SÃO PAULO, Brazil – After almost two decades at large, Bolivia has requested the extradition of former priest Juan José Santana Trinidad, a Uruguayan national accused of having committed sex abuse against 30 minors between 2005-2007, when he was a missionary in Tapacarí in east-central Bolivia.
Santana, who had been on the run for 18 years, was captured Sept. 26 in the house of his parents in the Uruguayan city of Salto by national police agents. He’s been kept in custody since then, and must be sent to Bolivia when the extradition process is completed, within 60 days.
The laicized priest was in charge of a boarding school in Tapacarí named Ángel Gelmí, where over 70 boys with ages ranging from 8 to 17 lived and studied. In 2007, a local nun discovered he was abusing a boy and denounced him. Other cases also appeared, with victims telling the authorities what they suffered. Santana was 38 at the time of the scandal.
The testimonies revealed the horror of his acts. Santana would bring boys to his room at the boarding school and lock the door. There, he would submit them to a number of sexual practices, from masturbation to anal sex.
Then-Archbishop of Cochabamba Tito Solari told the press about the case when it erupted and pledged to collaborate with the judiciary. He also offered support to the victims. The priest faced a canonical suit and was laicized in 2011.
Santana fled the Andean country immediately after the disclosure of the crimes, looking for refuge at his parents’ house in Uruguay.
He led a secluded life, leaving the house only for a few moments to walk. Over the years, reporters located and approached him in Salto on at least three occasions. The most recent one was in August, when journalists of the Uruguayan newspaper El Pais talked to him in the city.
To the reporters who found him, he would repeat that everything had happened long ago and that it was a difficult topic to talk about.
“I’m devastated. The only thing I can tell you is this. I stopped living after that happened… I don’t know, I have no words… I only thought about my family, my parents, trying to overcome this with them. There are situations that are beyond my control, that don’t depend on me,” Santana told Bolivian newspaper El Deber‘s journalist Erick Ortega in 2023.
Despite an official request by Bolivia to Interpol for his arrest and the fact that his location was easily discovered by journalists, he was never sought by the Uruguayan authorities for all that period. The El Pais story seems to have been a game changer.
Uruguay’s top bishop, Cardinal Daniel Sturla, told the press that his country’s Church has never received any complaint against Santana, given that the crimes occurred in Bolivia.
“If he’s guilty, he must respond for the situations that he lived,” Sturla told the local news show Telemundo of Canal 12 TV station.
Susana Inch Sáinz, a legal advisor for the Bolivian Bishops’ Conference, told Crux that the Church has done all it could at the time of the scandal in order to allow Santana to be held responsible, but it was not up to it to detain him.
“The case was reported at the time by Archbishop Solari upon learning what had happened, pledging full cooperation to establish responsibilities. However, the actions of the judicial system did not guarantee the detention of the then investigated person,” Inch said.

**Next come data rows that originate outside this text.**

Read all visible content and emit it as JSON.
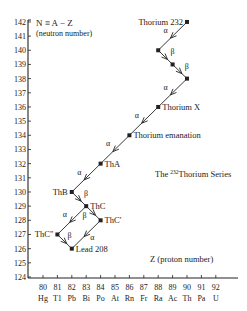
{
  "chart_data": {
    "type": "diagram",
    "title": "The 232Thorium Series",
    "title_prefix": "The ",
    "title_sup": "232",
    "title_suffix": "Thorium Series",
    "ylabel_line1": "N ≡ A − Z",
    "ylabel_line2": "(neutron number)",
    "xlabel": "Z (proton number)",
    "xlim": [
      80,
      92
    ],
    "ylim": [
      124,
      142
    ],
    "x_ticks": [
      80,
      81,
      82,
      83,
      84,
      85,
      86,
      87,
      88,
      89,
      90,
      91,
      92
    ],
    "x_elements": [
      "Hg",
      "T1",
      "Pb",
      "Bi",
      "Po",
      "At",
      "Rn",
      "Fr",
      "Ra",
      "Ac",
      "Th",
      "Pa",
      "U"
    ],
    "y_ticks": [
      124,
      125,
      126,
      127,
      128,
      129,
      130,
      131,
      132,
      133,
      134,
      135,
      136,
      137,
      138,
      139,
      140,
      141,
      142
    ],
    "nuclides": [
      {
        "id": "th232",
        "label": "Thorium 232",
        "Z": 90,
        "N": 142,
        "label_pos": "left"
      },
      {
        "id": "p1",
        "label": "",
        "Z": 88,
        "N": 140
      },
      {
        "id": "p2",
        "label": "",
        "Z": 89,
        "N": 139
      },
      {
        "id": "p3",
        "label": "",
        "Z": 90,
        "N": 138
      },
      {
        "id": "thx",
        "label": "Thorium X",
        "Z": 88,
        "N": 136,
        "label_pos": "right"
      },
      {
        "id": "them",
        "label": "Thorium emanation",
        "Z": 86,
        "N": 134,
        "label_pos": "right"
      },
      {
        "id": "tha",
        "label": "ThA",
        "Z": 84,
        "N": 132,
        "label_pos": "right"
      },
      {
        "id": "thb",
        "label": "ThB",
        "Z": 82,
        "N": 130,
        "label_pos": "left"
      },
      {
        "id": "thc",
        "label": "ThC",
        "Z": 83,
        "N": 129,
        "label_pos": "right"
      },
      {
        "id": "thc1",
        "label": "ThC'",
        "Z": 84,
        "N": 128,
        "label_pos": "right"
      },
      {
        "id": "thc2",
        "label": "ThC\"",
        "Z": 81,
        "N": 127,
        "label_pos": "left"
      },
      {
        "id": "pb208",
        "label": "Lead 208",
        "Z": 82,
        "N": 126,
        "label_pos": "right"
      }
    ],
    "decays": [
      {
        "from": "th232",
        "to": "p1",
        "type": "α"
      },
      {
        "from": "p1",
        "to": "p2",
        "type": "β"
      },
      {
        "from": "p2",
        "to": "p3",
        "type": "β"
      },
      {
        "from": "p3",
        "to": "thx",
        "type": "α"
      },
      {
        "from": "thx",
        "to": "them",
        "type": "α"
      },
      {
        "from": "them",
        "to": "tha",
        "type": "α"
      },
      {
        "from": "tha",
        "to": "thb",
        "type": "α"
      },
      {
        "from": "thb",
        "to": "thc",
        "type": "β"
      },
      {
        "from": "thc",
        "to": "thc1",
        "type": "β"
      },
      {
        "from": "thc",
        "to": "thc2",
        "type": "α"
      },
      {
        "from": "thc1",
        "to": "pb208",
        "type": "α"
      },
      {
        "from": "thc2",
        "to": "pb208",
        "type": "β"
      }
    ],
    "colors": {
      "ink": "#222222",
      "background": "#ffffff"
    }
  }
}
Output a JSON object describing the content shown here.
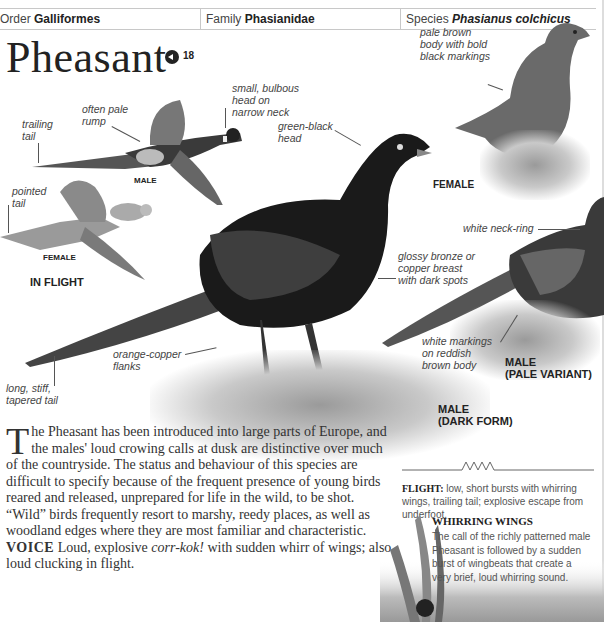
{
  "header": {
    "order_label": "Order",
    "order_value": "Galliformes",
    "family_label": "Family",
    "family_value": "Phasianidae",
    "species_label": "Species",
    "species_value": "Phasianus colchicus"
  },
  "title": "Pheasant",
  "audio": {
    "icon": "speaker-icon",
    "track": "18"
  },
  "annotations": {
    "trailing_tail": [
      "trailing",
      "tail"
    ],
    "pale_rump": [
      "often pale",
      "rump"
    ],
    "small_head": [
      "small, bulbous",
      "head on",
      "narrow neck"
    ],
    "green_black_head": [
      "green-black",
      "head"
    ],
    "pointed_tail": [
      "pointed",
      "tail"
    ],
    "female_body": [
      "pale brown",
      "body with bold",
      "black markings"
    ],
    "white_neck_ring": "white neck-ring",
    "glossy_breast": [
      "glossy bronze or",
      "copper breast",
      "with dark spots"
    ],
    "white_markings": [
      "white markings",
      "on reddish",
      "brown body"
    ],
    "orange_flanks": [
      "orange-copper",
      "flanks"
    ],
    "long_tail": [
      "long, stiff,",
      "tapered tail"
    ]
  },
  "captions": {
    "flight_male": "MALE",
    "flight_female": "FEMALE",
    "in_flight": "IN FLIGHT",
    "female": "FEMALE",
    "male_pale_1": "MALE",
    "male_pale_2": "(PALE VARIANT)",
    "male_dark_1": "MALE",
    "male_dark_2": "(DARK FORM)"
  },
  "body": {
    "dropcap": "T",
    "intro": "he Pheasant has been introduced into large parts of Europe, and the males' loud crowing calls at dusk are distinctive over much of the countryside. The status and behaviour of this species are difficult to specify because of the frequent presence of young birds reared and released, unprepared for life in the wild, to be shot. “Wild” birds frequently resort to marshy, reedy places, as well as woodland edges where they are most familiar and characteristic.",
    "voice_label": "VOICE",
    "voice_text_1": " Loud, explosive ",
    "voice_call": "corr-kok!",
    "voice_text_2": " with sudden whirr of wings; also loud clucking in flight."
  },
  "flight": {
    "label": "FLIGHT:",
    "text": " low, short bursts with whirring wings, trailing tail; explosive escape from underfoot."
  },
  "whirring": {
    "title": "WHIRRING WINGS",
    "text": "The call of the richly patterned male Pheasant is followed by a sudden burst of wingbeats that create a very brief, loud whirring sound."
  }
}
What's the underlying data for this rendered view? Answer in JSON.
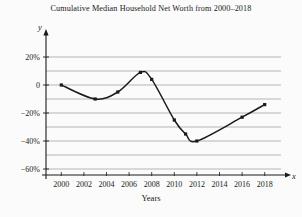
{
  "chart_data": {
    "type": "line",
    "title": "Cumulative Median Household Net Worth from 2000–2018",
    "xlabel": "Years",
    "ylabel": "",
    "x_axis_symbol": "x",
    "y_axis_symbol": "y",
    "xlim": [
      1999,
      2019
    ],
    "ylim": [
      -65,
      28
    ],
    "grid": true,
    "grid_interval": 10,
    "legend": "none",
    "x_tick_labels": [
      "2000",
      "2002",
      "2004",
      "2006",
      "2008",
      "2010",
      "2012",
      "2014",
      "2016",
      "2018"
    ],
    "x_ticks": [
      2000,
      2002,
      2004,
      2006,
      2008,
      2010,
      2012,
      2014,
      2016,
      2018
    ],
    "y_tick_labels": [
      "20%",
      "0",
      "−20%",
      "−40%",
      "−60%"
    ],
    "y_ticks": [
      20,
      0,
      -20,
      -40,
      -60
    ],
    "series": [
      {
        "name": "Cumulative median household net worth",
        "color": "#1a1a1a",
        "x": [
          2000,
          2003,
          2005,
          2007,
          2008,
          2010,
          2011,
          2012,
          2016,
          2018
        ],
        "values": [
          0,
          -10,
          -5,
          9,
          4,
          -25,
          -35,
          -40,
          -23,
          -14
        ],
        "markers": true
      }
    ]
  }
}
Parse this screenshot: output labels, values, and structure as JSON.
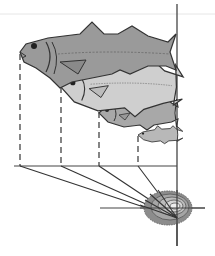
{
  "diagram": {
    "title": "",
    "fish": [
      {
        "label": "fish-age-4",
        "snout_x": 20,
        "color": "#9a9a9a"
      },
      {
        "label": "fish-age-3",
        "snout_x": 61,
        "color": "#c8c8c8"
      },
      {
        "label": "fish-age-2",
        "snout_x": 99,
        "color": "#a8a8a8"
      },
      {
        "label": "fish-age-1",
        "snout_x": 138,
        "color": "#b8b8b8"
      }
    ],
    "otolith": {
      "rings": 5,
      "color": "#8c8c8c"
    },
    "colors": {
      "line": "#333333",
      "fill_dark": "#8f8f8f",
      "fill_light": "#cfcfcf"
    }
  }
}
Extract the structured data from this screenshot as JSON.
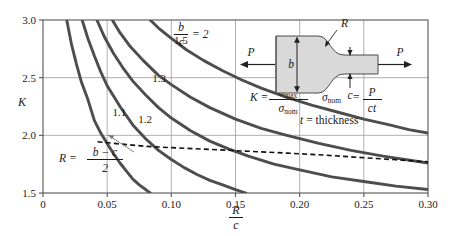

At that time, she argued, there was no clarity as there is today in canonical regulations concerning the adequate reaction to that type of situation.
“But Solari acted by publicly denouncing the incident to the civil authorities and followed the canonical procedure that determined the resignation from the clerical state of the then priest,” she added.
The Church cannot restrict the right to liberty, nor does it have the power to detain or imprison, Inch said.
“That is the exclusive jurisdiction of the courts, in this case, the Bolivian justice. It’s inexplicable that the necessary precautions were not taken at the time or later, given that the location of the accused was already known through the press,” Inch said. Now, she hopes that justice is finally served.
The Bolivian Community of Survivors of Ecclesial Sex Abuse also considers that Santana has remained unpunished for too long.
“His detention is an important step towards truth and justice. We think that, with his arrival in Bolivia after the extradition process, he will face trial and some justice will be made concerning the victims,” Edwin Alvarado, a spokesperson for the Network, told Crux.
He said his group has been in touch with the victims, who have also been supported by local civic organizations, and will keep accompanying the case.